Tell Your Senators to Support the DREAM Act!

This Tuesday Senator Majority Leader Harry Reid announced that he would include the DREAM Act in a defense authorization bill.  The DREAM Act will help thousands of committed students and military officers to legalize their status in the United States.  Currently, they face unique barriers to higher education, are unable to work legally in the U.S., and often live in constant fear of exposure to immigration authorities.

The DREAM Act would provide certain conditional legal status, if students attend college or join the military. It would also allow immigrant students access to higher education by returning to states the authority to determine who qualifies for in-state tuition. Amnesty International supports the DREAM Act because it upholds significant human rights goals including the right to education and the right to family life and unity.

This is an incredible opportunity to fulfill the human rights of young immigrants in the United States. Urge your Senator to support passage of the Dream Act now!

Call the US Capitol switchboard at (202) 224-3121

Passage of the Dream Act will support a variety of human rights obligations including:

1. Right to Education:
Currently, undocumented children in the US are constitutionally guaranteed the right to access public education. However, their ability to complete high school, as well as the opportunity to pursue university studies, is undermined by their lack of legal status. Undocumented children are ineligible for federal financial aid for higher education and, in most states, for in-state tuition at public universities.

Education is a right worthy of protection itself. It is also an indispensable means of realizing other human rights. All children, without discrimination of any kind, including on the basis of their status or the status of their parents, have a right to education. General Comment No. 13 of the Committee on Economic, Social and Cultural Rights establishes that states are obliged to ensure that education is accessible to everyone, without discrimination, within the jurisdiction of the state. Accessibility includes non-discrimination, physical accessibility, and economic accessibility.

  1. Right to Family Life and Unity:

The threat of deportation hangs heavily over every undocumented person in the U.S. This weight may be felt most profoundly by children who consider the U.S. their home but can make no legal claim to it.
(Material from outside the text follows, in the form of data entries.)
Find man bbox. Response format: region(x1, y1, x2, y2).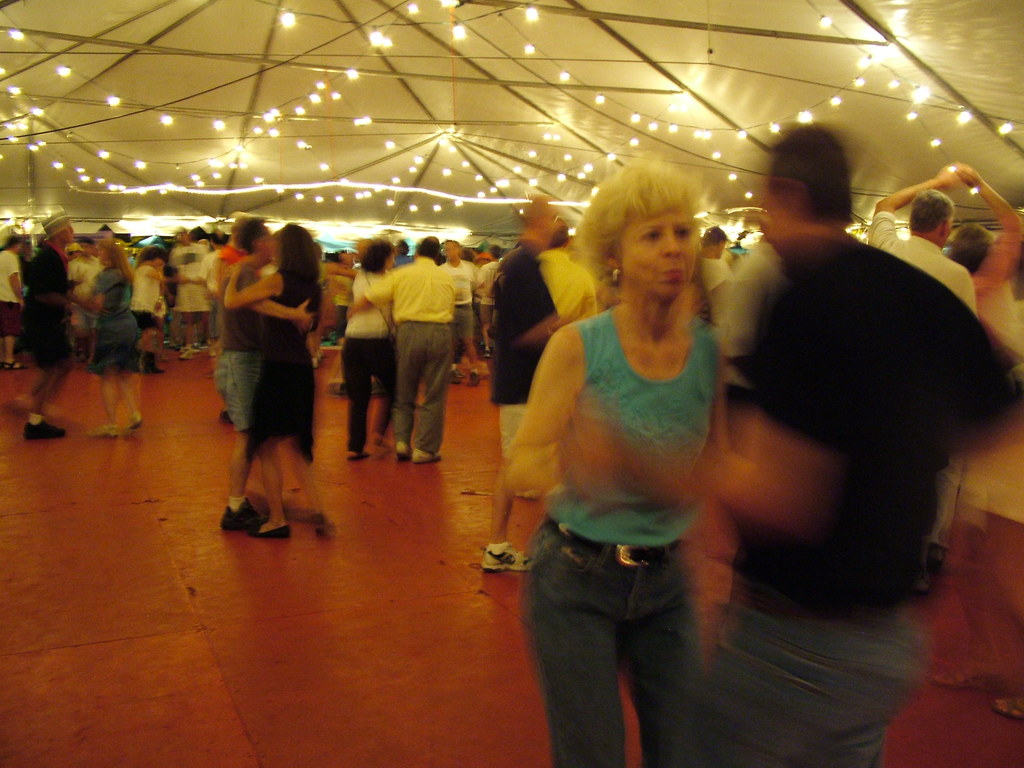
region(215, 211, 261, 422).
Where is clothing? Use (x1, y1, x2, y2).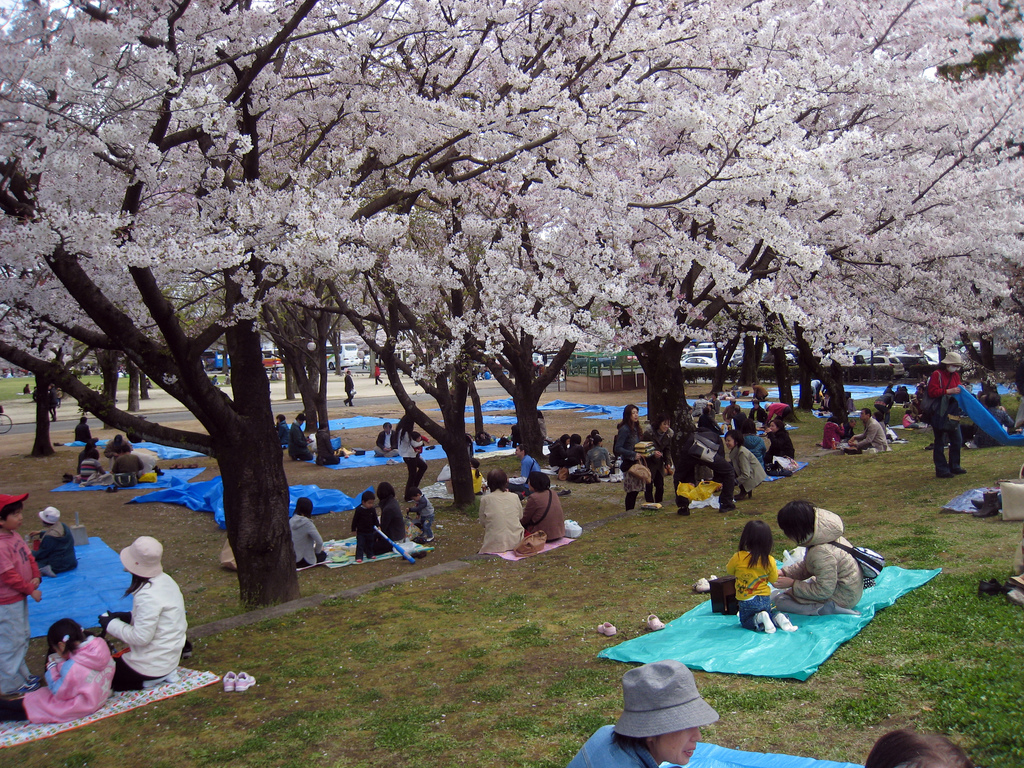
(372, 426, 397, 456).
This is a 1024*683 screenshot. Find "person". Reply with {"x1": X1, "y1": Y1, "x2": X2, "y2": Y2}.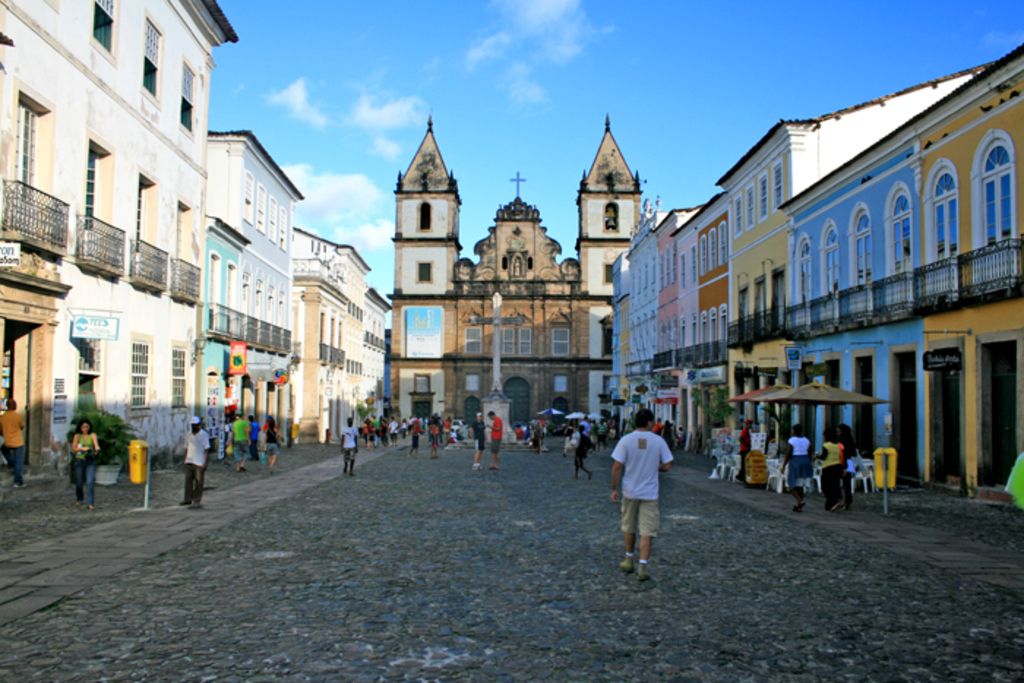
{"x1": 66, "y1": 418, "x2": 99, "y2": 512}.
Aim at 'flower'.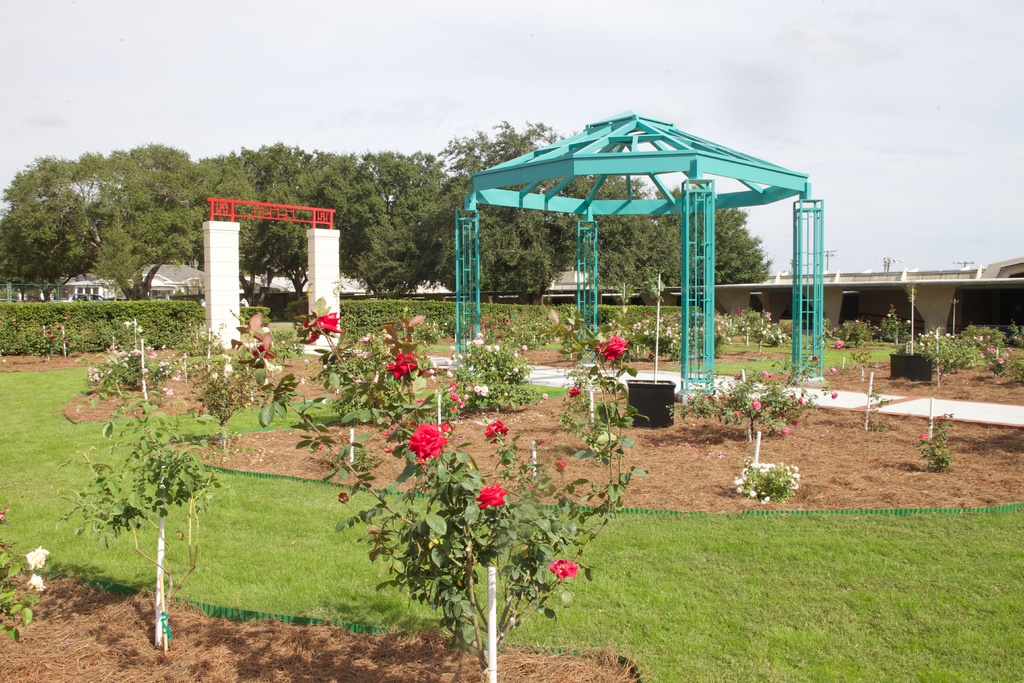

Actual deportation is devastating to families. Parents are sometimes forced to leave their U.S. born children in the hands of others while the rest of the children return to a foreign land with their parents.

The right to family life and unity is protected under Article 23 of the ICCPR, as well as Article 10 of the ICESCR. Article 44 of the Migrant Workers’ Convention provides for the protection of the unity of the families of migrant workers who are documented or in a regular situation. The right to family life is also recognized in all key regional human rights instruments. The Convention on the Rights of the Child states that deportation may be a circumstance that results in family separation. At a minimum, the right protects individuals against the arbitrary separation of their families. The Committee on the Elimination of Racial Discrimination has noted that states should “avoid expulsions of non-citizens, especially of long-term residents, that would result in disproportionate interference with the right to family life.”

The Dream Act is narrowly tailored to a population of student immigrants in the United States. Amnesty International supports the legislation because the intent is to provide an avenue to legalization and in effect the legislation will ensure that a variety of human rights, including those discussed above as well as others, will be respected and protected.